Skip to content

Latest commit

 

History

History
168 lines (116 loc) · 5.21 KB

README.rst

File metadata and controls

168 lines (116 loc) · 5.21 KB

libvirt-gitlab-executor

This repository provides a simple tool called libvirt-gci which wraps the necessary functionality in order to make use of GitLab's custom executor feature and allows GitLab CI pipeline provision and execute job workloads in VMs running on any host system you designated for this use.

Prerequisites

Not all of the following packages need to be installed necessarily, especially if you want to bring your own machine templates (and not create ones with lcitool), but since libvirt is used underneath for the custom executor feature, at least libvirt related packages and virt-install are needed. The rest is only needed if you also want to prepare the template VMs using lcitool, see the whole list of requirements below.

Packages:

  • ansible
  • git
  • libvirt-daemon-qemu
  • libvirt-driver-network
  • libvirt-daemon-config-network
  • libvirt-nss
  • python3-ansible-runner
  • python3-libvirt
  • python3-pyyaml
  • virt-install

Creating base image templates

In order to save storage for concurrent VMs, base image templates need to be created for the worker VMs that the GitLab executor will spawn. The base images will later be used with a QCOW2 overlay image for each GitLab VM instance provisioned. If you already have your VMs that you'd like to use as a template, you can skip the next lcitool part.

Lcitool

One of the options to provision a machine which will serve as a template is by using lcitool:

  1. Clone the lcitool git repository
$ git clone https://gitlab.com/libvirt/libvirt-ci.git
  1. Follow the instructions to install/run lcitool in the README file inside the lcitool's repo
  2. Install a target OS instance, in this case an instance of Fedora 34. Note that the user running this command needs to be in the libvirt group OR use sudo
$ lcitool install my-fedora --target fedora-35 --wait
  1. Update the installed instance with dependencies for a given project, in this example - libvirt-tck+runtime, see lcitool's README on how this works
$ lcitool update libvirt-tck+runtime

Creating a template

Now that a machine is ready to become a template, run the following to create the base image. Technically it's not needed to run the following with root privileges, but since the VM image is located in /var/lib/libvirt/base_imgs which requires privileges, it would be necessary to adjust the permissions, so that libguestfs tools can access the images in order to create templates:

$ sudo make_base_image/make_base_image.sh vm1 vm2 vmN

You have now successfully created base images for your VMs and can use them with GitLab's custom executor.

Utilizing GitLab's custom executor

To set-up the gitlab-runner agent correctly, follow the official documentation here. For the stage scripts, you're going to use the following in your gitlab-runner config:

...
[runners.custom]
prepare_exec = "/home/<user>/.local/bin/libvirt-gci"
prepare_args = [ "prepare" ]
run_exec = "/home/<user>/.local/bin/libvirt-gci"
run_args = ["run", "--script"]
cleanup_exec = "/home/<user>/.local/bin/libvirt-gci"
cleanup_args = ["cleanup"]

You'll also need to set the builds_dir and cache_dir runner options, otherwise GitLab will complain and jobs will automatically abort.

TIP: Don't forget to set the concurrent argument for the gitlab-runner agent to make sure several VM jobs can run in parallel on your host.

Provisioning a test instance manually

If you experience failures using the setup with GitLab it might be beneficial to be able to provision an instance manually the same way GitLab does. The reason for that is simple - GitLab always cleans up the machine after the job is finished, no matter if it passed or failed. So naturally, one would like to poke around the machine to see what could have caused the failure. One way of doing it is defining the same environment variables GitLab uses in their CI pipeline workflow.

$ CUSTOM_ENV_CI_PROJECT_NAME=libvirt \
  CUSTOM_ENV_CI_JOB_ID=12345 \
  CUSTOM_ENV_DISTRO=fedora-34 \
  libvirt-gci prepare

The other is to omit them and use the following CLI options:

$ libvirt-gci prepare --distro <template_os> [--machine <instance_name>]

Note that both of the above expect that you have installed the project binary using the setup.py script.

Once you're done playing with the instance, you can destroy it with the same tool using either of the following ways depending on which way you provisioned the instance:

$ CUSTOM_ENV_CI_PROJECT_NAME=libvirt \
  CUSTOM_ENV_CI_JOB_ID=12345 \
  CUSTOM_ENV_DISTRO=fedora-34 \
  libvirt-gci cleanup

or

$ libvirt-gci cleanup --machine <instance_name>

License

The contents of this repository are distributed under the terms of the GNU General Public License, version 2 (or later). See the COPYING file for full license terms and conditions.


Keep only those lines of the records that include the string "blood".

——————

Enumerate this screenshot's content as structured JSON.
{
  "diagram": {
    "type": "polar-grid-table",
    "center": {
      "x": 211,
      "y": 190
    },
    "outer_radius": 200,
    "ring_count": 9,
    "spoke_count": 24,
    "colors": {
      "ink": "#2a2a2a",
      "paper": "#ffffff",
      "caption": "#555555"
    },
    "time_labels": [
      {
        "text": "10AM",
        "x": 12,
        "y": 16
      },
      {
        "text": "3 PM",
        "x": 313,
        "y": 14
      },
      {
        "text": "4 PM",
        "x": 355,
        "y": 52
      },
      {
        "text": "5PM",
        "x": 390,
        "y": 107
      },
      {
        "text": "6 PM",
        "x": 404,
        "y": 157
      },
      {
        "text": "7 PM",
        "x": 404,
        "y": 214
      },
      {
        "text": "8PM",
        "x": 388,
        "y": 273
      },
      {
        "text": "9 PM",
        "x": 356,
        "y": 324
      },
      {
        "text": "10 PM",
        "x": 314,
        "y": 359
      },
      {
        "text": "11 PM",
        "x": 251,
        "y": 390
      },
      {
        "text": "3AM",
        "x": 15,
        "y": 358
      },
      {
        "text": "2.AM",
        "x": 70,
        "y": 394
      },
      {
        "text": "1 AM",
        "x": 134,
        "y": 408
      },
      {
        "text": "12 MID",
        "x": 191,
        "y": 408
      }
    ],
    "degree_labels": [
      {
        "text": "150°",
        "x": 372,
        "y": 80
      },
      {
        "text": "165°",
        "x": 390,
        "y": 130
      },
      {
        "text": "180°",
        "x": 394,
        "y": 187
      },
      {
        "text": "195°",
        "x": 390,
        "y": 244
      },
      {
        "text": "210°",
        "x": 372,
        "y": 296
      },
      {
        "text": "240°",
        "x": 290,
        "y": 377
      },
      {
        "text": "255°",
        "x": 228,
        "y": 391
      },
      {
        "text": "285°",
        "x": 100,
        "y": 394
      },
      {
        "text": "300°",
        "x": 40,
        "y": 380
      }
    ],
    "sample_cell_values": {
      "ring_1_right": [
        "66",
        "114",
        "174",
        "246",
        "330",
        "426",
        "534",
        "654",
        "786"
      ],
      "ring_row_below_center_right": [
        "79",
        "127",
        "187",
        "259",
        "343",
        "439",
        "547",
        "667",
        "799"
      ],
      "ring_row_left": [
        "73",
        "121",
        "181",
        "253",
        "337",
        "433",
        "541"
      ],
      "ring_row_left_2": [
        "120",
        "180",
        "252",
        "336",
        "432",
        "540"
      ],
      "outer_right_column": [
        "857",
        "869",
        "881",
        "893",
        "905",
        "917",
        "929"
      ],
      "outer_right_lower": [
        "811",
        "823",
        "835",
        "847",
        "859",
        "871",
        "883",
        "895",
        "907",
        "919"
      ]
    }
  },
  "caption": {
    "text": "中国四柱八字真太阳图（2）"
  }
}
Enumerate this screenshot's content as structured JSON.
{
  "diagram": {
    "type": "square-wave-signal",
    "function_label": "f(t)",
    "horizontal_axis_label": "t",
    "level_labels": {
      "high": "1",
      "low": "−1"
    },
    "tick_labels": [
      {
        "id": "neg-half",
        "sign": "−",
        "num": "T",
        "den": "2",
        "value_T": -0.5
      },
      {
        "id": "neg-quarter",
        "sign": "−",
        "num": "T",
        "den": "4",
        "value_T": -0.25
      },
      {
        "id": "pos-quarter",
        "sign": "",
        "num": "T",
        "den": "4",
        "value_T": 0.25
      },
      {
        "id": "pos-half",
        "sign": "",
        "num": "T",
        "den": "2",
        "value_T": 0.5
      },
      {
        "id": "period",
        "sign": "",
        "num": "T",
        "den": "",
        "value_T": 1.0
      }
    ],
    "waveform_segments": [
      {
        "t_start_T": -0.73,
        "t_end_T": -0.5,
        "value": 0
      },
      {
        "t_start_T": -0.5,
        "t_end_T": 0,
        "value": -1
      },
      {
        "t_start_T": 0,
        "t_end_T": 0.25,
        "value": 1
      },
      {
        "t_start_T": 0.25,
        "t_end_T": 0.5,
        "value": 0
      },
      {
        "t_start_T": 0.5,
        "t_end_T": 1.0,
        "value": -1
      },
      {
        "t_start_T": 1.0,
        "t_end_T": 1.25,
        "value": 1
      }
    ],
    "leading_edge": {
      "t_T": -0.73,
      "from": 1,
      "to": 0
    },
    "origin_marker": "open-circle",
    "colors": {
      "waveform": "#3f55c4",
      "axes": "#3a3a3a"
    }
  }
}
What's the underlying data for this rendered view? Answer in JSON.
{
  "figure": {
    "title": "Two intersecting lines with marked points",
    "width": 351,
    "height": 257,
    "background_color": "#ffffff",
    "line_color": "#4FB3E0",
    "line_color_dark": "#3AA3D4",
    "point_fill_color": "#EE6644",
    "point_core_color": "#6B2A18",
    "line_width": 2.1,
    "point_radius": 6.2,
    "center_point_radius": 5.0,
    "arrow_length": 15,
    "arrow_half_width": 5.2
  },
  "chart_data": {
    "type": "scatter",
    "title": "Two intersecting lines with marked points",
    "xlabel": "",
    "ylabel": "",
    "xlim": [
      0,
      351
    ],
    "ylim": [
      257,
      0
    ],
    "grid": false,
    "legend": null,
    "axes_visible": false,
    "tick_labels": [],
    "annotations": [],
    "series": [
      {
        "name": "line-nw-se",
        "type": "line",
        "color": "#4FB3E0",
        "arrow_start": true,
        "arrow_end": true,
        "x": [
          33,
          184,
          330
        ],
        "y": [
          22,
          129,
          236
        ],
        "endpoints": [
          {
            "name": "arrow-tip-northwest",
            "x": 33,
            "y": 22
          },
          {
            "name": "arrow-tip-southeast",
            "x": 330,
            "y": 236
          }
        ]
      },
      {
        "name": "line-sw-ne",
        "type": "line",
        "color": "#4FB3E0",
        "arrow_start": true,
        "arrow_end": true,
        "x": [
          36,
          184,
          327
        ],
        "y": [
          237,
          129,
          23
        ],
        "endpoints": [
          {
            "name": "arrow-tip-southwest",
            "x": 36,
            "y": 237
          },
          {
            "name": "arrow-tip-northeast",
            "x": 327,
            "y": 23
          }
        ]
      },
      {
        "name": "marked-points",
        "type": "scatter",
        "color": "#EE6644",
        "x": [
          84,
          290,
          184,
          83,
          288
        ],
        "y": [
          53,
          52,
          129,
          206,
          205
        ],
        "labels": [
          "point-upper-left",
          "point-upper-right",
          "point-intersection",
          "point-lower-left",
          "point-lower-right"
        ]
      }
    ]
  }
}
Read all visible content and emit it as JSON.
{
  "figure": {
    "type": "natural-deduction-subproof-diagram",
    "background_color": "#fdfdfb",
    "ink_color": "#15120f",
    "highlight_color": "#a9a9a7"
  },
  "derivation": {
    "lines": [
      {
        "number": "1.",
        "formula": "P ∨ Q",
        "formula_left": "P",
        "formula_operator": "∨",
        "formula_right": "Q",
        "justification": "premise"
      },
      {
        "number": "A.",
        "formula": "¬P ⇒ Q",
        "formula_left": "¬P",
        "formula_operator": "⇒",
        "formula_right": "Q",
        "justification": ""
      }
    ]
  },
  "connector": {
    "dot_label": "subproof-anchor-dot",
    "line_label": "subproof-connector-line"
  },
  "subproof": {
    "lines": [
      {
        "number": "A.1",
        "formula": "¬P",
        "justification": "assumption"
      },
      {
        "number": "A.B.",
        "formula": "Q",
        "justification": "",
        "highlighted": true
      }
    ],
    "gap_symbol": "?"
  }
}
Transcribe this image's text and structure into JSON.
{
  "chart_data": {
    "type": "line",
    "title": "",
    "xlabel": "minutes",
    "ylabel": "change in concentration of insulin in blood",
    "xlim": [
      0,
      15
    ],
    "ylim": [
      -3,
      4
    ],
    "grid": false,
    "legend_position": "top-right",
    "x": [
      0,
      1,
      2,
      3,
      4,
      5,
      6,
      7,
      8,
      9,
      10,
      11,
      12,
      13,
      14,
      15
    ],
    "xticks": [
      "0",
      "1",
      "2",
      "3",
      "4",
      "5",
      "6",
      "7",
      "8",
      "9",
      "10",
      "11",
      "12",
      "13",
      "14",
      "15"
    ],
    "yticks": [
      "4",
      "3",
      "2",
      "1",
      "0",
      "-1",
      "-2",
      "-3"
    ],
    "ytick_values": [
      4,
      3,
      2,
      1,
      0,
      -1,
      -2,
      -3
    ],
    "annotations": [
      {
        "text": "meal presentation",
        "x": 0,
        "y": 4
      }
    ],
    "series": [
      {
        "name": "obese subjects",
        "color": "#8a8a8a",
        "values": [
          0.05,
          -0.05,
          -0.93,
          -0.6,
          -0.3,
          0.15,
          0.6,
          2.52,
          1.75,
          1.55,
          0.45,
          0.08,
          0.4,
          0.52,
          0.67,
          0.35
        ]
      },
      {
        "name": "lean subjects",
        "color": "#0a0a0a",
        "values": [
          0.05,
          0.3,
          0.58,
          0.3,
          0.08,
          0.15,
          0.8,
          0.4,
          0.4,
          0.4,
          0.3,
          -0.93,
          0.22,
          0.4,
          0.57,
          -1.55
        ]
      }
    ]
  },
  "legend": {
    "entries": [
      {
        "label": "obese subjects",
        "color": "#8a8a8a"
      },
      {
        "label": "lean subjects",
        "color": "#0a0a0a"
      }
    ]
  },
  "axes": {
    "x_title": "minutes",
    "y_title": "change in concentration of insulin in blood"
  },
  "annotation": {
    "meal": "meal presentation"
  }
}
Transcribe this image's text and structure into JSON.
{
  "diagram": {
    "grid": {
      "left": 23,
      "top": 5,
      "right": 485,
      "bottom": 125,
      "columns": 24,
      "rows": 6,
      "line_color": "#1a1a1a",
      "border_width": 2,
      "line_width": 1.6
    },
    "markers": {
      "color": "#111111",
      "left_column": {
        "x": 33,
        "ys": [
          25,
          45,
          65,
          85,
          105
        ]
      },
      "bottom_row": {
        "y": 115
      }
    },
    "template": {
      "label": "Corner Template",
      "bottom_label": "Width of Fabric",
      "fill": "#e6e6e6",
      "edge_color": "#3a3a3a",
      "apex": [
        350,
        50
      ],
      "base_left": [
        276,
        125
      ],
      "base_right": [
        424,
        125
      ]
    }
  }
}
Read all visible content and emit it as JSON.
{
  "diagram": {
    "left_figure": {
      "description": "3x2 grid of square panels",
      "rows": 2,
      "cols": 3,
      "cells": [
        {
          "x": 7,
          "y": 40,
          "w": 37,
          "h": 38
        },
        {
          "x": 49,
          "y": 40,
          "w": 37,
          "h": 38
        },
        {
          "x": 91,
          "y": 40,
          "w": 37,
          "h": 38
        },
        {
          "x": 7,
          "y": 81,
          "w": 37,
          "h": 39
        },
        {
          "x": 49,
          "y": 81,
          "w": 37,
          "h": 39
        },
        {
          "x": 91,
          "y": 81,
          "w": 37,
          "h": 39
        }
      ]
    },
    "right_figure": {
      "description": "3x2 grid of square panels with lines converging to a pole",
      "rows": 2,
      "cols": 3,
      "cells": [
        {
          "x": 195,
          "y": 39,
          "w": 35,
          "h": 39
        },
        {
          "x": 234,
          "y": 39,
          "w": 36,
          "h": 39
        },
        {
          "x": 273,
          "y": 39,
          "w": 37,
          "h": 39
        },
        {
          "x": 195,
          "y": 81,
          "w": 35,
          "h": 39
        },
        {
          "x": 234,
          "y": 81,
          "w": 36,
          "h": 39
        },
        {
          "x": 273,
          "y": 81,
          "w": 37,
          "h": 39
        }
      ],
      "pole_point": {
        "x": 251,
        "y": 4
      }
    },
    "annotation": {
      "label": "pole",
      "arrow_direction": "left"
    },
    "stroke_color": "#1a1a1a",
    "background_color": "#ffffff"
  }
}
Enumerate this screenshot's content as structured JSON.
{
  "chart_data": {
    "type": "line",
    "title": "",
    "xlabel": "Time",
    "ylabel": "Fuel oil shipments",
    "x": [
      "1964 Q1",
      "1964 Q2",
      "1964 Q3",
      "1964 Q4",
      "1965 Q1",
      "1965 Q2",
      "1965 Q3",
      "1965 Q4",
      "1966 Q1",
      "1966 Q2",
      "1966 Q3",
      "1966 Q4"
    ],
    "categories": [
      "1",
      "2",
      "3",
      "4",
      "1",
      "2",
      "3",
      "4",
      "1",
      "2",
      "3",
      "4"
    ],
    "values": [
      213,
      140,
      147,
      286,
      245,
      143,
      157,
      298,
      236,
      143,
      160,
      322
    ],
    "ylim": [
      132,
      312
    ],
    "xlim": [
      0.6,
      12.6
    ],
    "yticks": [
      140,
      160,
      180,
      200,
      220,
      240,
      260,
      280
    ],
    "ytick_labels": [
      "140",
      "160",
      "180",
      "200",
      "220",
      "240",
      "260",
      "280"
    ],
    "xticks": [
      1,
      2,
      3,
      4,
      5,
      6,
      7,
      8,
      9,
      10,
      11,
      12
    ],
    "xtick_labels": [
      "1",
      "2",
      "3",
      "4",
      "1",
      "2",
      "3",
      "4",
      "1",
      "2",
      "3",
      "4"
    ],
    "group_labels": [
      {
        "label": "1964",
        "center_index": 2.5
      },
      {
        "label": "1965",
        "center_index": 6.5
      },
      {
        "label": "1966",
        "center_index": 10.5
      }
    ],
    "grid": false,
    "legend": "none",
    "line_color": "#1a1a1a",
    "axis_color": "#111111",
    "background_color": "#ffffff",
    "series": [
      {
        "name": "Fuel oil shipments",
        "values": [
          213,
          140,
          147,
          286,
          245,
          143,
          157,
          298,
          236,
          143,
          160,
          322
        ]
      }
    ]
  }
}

——————

• THE ANSWER:
    "ylabel": "change in concentration of insulin in blood",
    "y_title": "change in concentration of insulin in blood"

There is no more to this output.